I first arrived in Lahore in 1988 as a student, carrying more curiosity than confidence. Some cities introduce themselves with skylines; Lahore introduces itself with layers: history stacked upon history, taste upon taste and a culture that speaks even when no one is speaking. It felt less like a place on a map and more like a living archive: Mughal arches, colonial avenues, crowded bazaars and a strange certainty that the past here is not past.
In that Lahore, spring had its own language, and Basant was its loudest sentence. It was never merely a pastime of kites. It was a collective mood that lifted the city upward. Rooftops turned into meeting grounds. Neighbours who barely exchanged greetings suddenly became teammates, rivals and friends. The sky, crowded with colour, became the one space where class distinctions softened. A child with one small kite and a family with dozens were equally at the mercy of wind, luck and skill. And when the shout of “bo ka ta!” rang out, it carried not hostility but a playful energy that made urban life feel communal again.
But traditions do not collapse because they are old; they collapse because we mistreat them. Over time, Basant was infected by a dangerous desire to dominate. String was sharpened, competition turned vicious and celebration began to carry a shadow. Deaths and injuries forced the state into action and as is common in our governance, it chose the bluntest tool: prohibition. As a public-sector university professor, I recognise this reflex. When cheating rises, we tighten surveillance instead of improving assessment. When debate becomes uncomfortable, we restrict speech instead of teaching civic literacy. We often silence the symptom rather than cure the disorder.

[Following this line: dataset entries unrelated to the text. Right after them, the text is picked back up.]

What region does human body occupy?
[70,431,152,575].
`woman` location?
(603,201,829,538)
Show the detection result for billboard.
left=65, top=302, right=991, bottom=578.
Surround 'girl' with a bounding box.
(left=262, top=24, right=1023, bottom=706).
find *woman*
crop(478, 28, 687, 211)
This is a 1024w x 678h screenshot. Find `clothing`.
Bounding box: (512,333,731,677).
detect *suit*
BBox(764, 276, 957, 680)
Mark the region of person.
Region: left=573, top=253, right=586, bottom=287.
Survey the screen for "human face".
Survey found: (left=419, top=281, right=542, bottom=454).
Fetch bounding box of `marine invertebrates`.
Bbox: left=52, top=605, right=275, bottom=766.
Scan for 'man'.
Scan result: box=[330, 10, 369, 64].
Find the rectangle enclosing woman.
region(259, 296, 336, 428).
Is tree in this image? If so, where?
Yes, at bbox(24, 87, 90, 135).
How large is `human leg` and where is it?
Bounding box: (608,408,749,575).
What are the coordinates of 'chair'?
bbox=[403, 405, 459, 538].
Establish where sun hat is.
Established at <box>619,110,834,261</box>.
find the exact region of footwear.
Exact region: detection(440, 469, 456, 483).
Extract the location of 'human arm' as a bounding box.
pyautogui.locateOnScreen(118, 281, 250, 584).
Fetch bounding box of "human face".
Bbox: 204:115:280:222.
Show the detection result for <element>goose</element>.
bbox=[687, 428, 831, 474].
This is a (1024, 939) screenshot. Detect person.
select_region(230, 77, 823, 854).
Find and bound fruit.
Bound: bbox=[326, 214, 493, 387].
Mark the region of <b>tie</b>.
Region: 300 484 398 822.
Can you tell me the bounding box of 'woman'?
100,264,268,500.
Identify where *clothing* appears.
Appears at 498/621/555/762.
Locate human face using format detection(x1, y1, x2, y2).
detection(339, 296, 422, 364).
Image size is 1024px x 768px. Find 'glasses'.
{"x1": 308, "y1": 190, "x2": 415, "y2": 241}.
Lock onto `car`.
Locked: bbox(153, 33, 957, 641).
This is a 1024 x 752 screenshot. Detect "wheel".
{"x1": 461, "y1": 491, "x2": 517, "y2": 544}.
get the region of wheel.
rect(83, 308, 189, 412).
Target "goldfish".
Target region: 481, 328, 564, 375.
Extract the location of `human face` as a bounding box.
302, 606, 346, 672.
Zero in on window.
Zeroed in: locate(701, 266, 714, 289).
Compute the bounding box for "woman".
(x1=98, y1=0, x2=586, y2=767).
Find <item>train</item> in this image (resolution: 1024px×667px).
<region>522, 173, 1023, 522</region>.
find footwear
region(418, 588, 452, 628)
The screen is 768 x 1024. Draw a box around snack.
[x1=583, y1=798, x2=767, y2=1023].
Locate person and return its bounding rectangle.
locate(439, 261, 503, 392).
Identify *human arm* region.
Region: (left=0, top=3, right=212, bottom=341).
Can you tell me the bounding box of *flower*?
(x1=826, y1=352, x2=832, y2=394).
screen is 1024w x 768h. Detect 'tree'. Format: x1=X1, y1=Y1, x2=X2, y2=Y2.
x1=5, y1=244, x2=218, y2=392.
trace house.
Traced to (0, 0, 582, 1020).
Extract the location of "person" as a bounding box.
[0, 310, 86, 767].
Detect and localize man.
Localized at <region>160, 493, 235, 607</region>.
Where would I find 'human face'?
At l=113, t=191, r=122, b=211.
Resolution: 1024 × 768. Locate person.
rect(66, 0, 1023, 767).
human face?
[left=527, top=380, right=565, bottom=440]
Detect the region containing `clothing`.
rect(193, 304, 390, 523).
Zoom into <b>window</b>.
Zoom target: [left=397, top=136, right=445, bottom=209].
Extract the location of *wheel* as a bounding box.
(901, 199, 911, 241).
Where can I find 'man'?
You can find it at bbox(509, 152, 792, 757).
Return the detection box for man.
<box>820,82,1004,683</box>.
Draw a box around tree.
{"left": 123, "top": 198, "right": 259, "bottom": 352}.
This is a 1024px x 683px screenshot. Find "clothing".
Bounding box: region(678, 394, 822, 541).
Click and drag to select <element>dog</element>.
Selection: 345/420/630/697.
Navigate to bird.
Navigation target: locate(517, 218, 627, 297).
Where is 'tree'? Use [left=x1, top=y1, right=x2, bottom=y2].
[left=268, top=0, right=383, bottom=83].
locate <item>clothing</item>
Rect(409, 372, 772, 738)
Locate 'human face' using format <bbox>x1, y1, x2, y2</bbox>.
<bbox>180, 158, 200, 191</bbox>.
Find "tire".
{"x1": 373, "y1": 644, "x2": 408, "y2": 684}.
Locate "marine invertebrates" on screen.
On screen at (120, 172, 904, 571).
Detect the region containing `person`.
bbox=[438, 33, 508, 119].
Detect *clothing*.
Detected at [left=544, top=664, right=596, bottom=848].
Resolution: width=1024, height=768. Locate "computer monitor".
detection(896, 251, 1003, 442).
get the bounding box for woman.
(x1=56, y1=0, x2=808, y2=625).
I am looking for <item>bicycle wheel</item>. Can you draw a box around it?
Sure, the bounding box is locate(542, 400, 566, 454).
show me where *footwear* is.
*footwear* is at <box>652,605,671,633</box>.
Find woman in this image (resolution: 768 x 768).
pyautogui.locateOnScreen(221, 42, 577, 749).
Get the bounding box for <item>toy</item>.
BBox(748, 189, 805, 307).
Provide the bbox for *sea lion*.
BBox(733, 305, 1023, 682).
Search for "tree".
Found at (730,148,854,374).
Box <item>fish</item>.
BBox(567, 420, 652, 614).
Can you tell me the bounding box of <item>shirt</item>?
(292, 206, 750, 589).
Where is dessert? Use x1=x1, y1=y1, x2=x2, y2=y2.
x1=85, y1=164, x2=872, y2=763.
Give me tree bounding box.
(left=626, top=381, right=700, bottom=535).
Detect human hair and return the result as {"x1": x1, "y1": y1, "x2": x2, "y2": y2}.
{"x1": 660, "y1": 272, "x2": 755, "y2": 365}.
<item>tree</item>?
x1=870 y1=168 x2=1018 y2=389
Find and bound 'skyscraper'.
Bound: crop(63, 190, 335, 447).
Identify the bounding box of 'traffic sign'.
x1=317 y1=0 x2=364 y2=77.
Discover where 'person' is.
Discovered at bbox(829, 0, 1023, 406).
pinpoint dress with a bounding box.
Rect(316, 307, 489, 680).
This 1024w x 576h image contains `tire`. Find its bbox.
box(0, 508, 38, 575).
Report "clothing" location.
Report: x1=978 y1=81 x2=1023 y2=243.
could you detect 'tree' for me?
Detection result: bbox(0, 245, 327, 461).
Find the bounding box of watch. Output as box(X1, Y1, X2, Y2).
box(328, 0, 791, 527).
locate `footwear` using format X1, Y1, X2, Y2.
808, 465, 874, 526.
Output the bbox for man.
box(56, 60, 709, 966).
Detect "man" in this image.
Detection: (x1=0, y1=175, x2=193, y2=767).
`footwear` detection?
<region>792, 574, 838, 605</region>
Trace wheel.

Today, talk of Basant’s revival is also talk of a national test. The real issue is not whether Basant should return; it is whether we can host joy responsibly. A meaningful comeback requires more than slogans: firm action against hazardous string, clear rules, visible enforcement and, above all, public cooperation. The government cannot monitor every rooftop, but society can refuse to glorify recklessness.
A safe Basant would do more than brighten Lahore’s skies; it would restore something we are losing: shared space, shared rhythms and shared happiness. Spring will arrive anyway. The question is whether we will greet it with wisdom — or repeat our old mistakes under a prettier sky.